Projections of Elbrus glaciers throughout the 21st century

Autor: Dymova, T., Rybak, O., Korneva, I., Zekollari, H., Fürst, J., Kutuzov, S., Lavrentiev, I.
Rok vydání: 2023
Zdroj: XXVIII General Assembly of the International Union of Geodesy and Geophysics (IUGG)
DOI: 10.57757/iugg23-4261
Popis: Mount Elbrus is the highest peak in Europe (5642 m), and is a presently inactive volcano that is covered by thirty glaciers (Kutuzov et al., 2019). Over the past decades, the mass loss of the Elbrus glacier complex has been highly variable in space (Zolotarev, 2009; Kutuzov et al., 2019), with south- and east-oriented glaciers having the most negative mass balance as opposed to west-and north-oriented glaciers. This spatial discrepancy can be explained by several factors, including an inhomogeneous shadowing, differences in orographic precipitation due to prevailing westerlies, differences in glacier terminus elevation, presence and changes in debris cover, avalanches feeding several glaciers, and wind-blown snow redistribution.In this study, we calculate the evolution of all Elbrus glaciers throughout the 21st century with the GloGEMflow model (Zekollari et al., 2019), which accounts for ice-dynamical processes. For the mass balance, we rely on an energy-balance approach, which is forced by high-resolution CORDEX climate scenarios. To assess the importance of wind redistribution of snow and the effects this has on the mass balance, we utilize an orographic precipitation model. Additionally, we also account for the effect that debris cover has on the mass balance, and explicitly model the debris-cover evolution over time. These detailed incorporations of energy balance, snow redistribution and debris cover are tested against more simplified approaches commonly used in large-scale glacier modelling, allowing us to assess the added value of relying on these more advanced representations.This study was funded by the RSF grant number 23-27-00050.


What needs to be done: Copy each line below containing "text".
** Information provided follows **
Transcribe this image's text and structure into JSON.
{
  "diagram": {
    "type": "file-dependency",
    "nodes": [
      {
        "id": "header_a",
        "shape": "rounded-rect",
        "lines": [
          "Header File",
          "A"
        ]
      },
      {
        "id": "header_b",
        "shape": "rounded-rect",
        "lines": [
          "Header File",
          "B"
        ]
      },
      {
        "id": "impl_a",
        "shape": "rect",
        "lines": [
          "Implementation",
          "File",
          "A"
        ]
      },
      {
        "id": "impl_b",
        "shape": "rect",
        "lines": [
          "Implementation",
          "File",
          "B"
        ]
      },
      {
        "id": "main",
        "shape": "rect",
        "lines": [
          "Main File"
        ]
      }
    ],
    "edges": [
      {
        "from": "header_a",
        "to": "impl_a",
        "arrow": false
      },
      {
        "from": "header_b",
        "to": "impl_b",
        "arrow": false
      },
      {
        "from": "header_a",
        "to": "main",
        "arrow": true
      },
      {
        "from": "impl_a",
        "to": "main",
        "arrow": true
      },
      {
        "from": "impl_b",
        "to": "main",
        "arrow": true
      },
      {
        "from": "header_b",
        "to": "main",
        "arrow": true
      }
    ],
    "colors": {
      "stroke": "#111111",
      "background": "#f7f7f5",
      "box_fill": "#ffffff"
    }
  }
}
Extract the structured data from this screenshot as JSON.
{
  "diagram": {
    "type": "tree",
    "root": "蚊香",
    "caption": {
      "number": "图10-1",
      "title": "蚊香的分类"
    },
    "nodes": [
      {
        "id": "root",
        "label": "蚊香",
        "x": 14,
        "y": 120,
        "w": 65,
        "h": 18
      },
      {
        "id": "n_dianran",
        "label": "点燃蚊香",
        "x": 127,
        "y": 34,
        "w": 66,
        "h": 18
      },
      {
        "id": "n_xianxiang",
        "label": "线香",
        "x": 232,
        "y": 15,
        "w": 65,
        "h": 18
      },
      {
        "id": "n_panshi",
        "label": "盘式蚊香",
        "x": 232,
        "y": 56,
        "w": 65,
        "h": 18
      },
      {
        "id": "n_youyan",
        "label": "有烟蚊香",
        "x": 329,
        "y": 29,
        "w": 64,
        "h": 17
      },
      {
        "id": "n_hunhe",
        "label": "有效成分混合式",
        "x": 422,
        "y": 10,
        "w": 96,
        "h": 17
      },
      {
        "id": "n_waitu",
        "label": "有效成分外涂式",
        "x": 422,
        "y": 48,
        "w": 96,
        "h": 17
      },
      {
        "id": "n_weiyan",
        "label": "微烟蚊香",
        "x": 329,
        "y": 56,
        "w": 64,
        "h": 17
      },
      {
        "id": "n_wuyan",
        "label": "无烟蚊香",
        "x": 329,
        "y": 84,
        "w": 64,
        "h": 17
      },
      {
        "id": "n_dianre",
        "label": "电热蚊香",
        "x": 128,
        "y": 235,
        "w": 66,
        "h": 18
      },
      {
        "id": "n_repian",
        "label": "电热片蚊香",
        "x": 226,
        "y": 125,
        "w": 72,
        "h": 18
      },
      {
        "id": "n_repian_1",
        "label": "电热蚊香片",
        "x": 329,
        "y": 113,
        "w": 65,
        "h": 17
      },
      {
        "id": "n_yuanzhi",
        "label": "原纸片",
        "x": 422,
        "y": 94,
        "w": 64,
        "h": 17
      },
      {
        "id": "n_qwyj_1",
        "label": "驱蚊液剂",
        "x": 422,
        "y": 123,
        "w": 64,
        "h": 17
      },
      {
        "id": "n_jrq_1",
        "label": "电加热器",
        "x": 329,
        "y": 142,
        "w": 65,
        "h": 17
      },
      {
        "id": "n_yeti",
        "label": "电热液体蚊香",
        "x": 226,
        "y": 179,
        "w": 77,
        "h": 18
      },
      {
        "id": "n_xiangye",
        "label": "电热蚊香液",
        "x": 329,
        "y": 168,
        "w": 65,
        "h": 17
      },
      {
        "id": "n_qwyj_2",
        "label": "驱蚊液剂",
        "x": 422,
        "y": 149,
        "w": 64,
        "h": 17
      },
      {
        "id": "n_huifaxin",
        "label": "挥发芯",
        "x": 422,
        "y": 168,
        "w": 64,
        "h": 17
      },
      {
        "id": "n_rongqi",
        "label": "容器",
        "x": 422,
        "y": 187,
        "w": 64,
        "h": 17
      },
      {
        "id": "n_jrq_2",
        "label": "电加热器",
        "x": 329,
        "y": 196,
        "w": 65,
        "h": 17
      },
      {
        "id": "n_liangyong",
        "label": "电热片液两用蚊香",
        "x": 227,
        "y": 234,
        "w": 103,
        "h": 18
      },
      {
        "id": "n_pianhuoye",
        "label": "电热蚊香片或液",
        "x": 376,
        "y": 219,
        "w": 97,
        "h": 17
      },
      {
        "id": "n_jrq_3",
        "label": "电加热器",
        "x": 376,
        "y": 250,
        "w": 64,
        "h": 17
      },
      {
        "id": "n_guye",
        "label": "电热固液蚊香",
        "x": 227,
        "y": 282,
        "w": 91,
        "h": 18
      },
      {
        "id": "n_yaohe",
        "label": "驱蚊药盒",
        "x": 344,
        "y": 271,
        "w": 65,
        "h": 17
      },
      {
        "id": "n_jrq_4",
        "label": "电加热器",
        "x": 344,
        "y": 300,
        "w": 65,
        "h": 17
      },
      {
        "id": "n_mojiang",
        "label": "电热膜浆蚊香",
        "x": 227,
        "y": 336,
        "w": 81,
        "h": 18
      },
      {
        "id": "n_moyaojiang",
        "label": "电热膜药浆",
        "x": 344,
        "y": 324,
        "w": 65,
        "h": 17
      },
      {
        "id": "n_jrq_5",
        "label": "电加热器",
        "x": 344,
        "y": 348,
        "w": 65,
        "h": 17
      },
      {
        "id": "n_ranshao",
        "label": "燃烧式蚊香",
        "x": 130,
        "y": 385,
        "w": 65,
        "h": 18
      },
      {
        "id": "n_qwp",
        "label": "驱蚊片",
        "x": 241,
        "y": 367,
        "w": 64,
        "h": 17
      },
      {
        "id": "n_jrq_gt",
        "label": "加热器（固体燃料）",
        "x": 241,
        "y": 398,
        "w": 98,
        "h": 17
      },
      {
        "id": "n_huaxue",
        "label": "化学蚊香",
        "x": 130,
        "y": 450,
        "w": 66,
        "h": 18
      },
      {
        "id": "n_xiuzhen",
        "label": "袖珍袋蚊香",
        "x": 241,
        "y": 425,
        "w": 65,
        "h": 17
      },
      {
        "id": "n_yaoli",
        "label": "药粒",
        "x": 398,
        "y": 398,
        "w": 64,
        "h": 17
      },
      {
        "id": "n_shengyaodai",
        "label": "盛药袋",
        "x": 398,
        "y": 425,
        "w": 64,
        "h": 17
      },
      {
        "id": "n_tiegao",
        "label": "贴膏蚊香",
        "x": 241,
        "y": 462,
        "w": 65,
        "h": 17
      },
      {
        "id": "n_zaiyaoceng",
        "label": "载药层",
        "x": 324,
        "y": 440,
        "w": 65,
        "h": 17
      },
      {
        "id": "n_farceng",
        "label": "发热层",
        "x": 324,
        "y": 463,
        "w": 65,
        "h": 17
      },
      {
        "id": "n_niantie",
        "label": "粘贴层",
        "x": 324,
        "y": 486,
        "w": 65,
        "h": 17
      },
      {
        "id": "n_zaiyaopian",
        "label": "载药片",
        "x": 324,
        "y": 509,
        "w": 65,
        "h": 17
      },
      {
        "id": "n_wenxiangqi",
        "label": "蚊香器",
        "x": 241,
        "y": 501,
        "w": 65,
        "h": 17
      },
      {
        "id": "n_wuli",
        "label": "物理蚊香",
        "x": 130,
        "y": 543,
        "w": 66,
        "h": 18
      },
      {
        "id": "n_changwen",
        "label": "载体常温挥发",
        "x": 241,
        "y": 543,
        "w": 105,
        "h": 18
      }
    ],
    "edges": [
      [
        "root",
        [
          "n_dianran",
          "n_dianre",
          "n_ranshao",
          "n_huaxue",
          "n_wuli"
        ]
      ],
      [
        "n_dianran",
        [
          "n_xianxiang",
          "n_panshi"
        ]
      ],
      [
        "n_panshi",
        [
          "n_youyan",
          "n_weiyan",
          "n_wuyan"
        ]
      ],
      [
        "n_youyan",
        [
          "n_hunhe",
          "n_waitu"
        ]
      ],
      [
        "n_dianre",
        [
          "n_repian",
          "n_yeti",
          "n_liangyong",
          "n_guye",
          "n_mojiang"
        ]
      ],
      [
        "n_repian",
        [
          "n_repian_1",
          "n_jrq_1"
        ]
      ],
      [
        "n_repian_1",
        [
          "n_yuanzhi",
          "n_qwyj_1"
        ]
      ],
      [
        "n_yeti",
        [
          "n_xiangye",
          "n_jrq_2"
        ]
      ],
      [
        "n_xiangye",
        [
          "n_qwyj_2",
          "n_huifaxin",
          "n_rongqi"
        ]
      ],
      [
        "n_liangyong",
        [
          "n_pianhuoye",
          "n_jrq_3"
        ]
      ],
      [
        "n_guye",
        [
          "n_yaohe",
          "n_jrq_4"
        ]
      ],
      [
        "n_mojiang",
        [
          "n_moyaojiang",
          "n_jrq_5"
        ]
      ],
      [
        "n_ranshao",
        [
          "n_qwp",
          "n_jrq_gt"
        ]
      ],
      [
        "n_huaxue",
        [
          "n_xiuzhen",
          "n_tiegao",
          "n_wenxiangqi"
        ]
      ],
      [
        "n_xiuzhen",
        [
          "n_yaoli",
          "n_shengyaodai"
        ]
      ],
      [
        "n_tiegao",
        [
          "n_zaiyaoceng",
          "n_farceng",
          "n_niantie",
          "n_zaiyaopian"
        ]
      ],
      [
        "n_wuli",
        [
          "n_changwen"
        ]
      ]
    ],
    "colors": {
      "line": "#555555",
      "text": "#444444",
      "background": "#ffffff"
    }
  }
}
** End of Information provided **
Solution for this task:
Transcribe this image's text and structure into JSON.
      "text": "#444444",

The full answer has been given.